Getting the bat up early so shots evolve from an arc is the reason golfers don't stab the ball from the tee with a short arm hack. The feet must move into a position so a cricket stroke can be effected. Then bat in the nets as if you're building an innings in the middle.

Eschew the desire to stand and deliver or block and bash. It's very difficult to be caught out if the ball's on the ground. Practise letting it go, respect the good ball and defend it back where it's come from. Then after 10 minutes play the three or four shots you've decided to build your innings upon.

Look to take singles all the time. Run them at practice. It makes the field nervous. Often, it brings them in. No one likes the taciturn brooding glare of a captain or an aggrieved bowler. How many times does mid wicket scurry in only to see a mistimed drive bobble past and the batsmen take two. At the very least, the extra five metres he comes in each delivery, takes petrol from the tank. And, for the batsman it converts anxiety to perspiration, gets his innings under way safely and rotates the strike.

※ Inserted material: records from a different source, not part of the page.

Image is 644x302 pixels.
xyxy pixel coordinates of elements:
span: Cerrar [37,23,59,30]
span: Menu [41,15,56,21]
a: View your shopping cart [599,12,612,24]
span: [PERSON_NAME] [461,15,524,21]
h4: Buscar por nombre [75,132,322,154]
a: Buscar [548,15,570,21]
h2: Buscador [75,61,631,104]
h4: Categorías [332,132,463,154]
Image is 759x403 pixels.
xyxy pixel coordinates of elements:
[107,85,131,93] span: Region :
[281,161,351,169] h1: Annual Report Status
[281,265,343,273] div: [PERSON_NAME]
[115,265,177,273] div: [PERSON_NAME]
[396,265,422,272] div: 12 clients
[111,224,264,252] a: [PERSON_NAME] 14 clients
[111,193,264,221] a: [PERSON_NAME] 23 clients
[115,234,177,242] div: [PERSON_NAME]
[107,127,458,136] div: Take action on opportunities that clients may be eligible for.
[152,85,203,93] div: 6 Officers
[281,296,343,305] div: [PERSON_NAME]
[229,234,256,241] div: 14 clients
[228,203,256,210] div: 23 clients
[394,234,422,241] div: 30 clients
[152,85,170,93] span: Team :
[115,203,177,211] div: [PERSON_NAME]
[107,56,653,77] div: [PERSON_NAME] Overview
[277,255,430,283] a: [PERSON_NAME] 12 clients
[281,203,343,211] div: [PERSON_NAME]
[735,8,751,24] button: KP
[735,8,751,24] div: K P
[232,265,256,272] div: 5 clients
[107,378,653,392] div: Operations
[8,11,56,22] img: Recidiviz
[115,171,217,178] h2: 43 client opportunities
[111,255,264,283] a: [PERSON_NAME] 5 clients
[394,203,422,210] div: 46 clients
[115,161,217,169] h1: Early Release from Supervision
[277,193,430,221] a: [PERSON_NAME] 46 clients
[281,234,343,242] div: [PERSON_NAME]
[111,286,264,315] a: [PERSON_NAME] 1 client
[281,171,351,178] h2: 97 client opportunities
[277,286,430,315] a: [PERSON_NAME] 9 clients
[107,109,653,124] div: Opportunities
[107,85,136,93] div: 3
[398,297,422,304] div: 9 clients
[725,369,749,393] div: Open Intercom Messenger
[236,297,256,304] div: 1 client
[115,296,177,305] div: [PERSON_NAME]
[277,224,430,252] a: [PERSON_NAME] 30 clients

Our batsmen never look tired. They don't run their legs off. Yet the more twos we run the more we make the opposition run. And the more it accumulates. Don't forget. Sri Lanka are not a strong one-day fielding unit.

But they're smart. They stand on the 30m circle and we bash it to them. Why don't we run short singles - bring them in, push it past - toy with them more.



There are signs of improvement. The fielding used the circle really well in the game in Wellington. Singles are starting to become a part of the batsman's repertoire.

Cricket has long been embedded in summer culture. It's there in the garden, on the beach and it helps paint the roof. We've had hard times before. And we've the resilience to survive.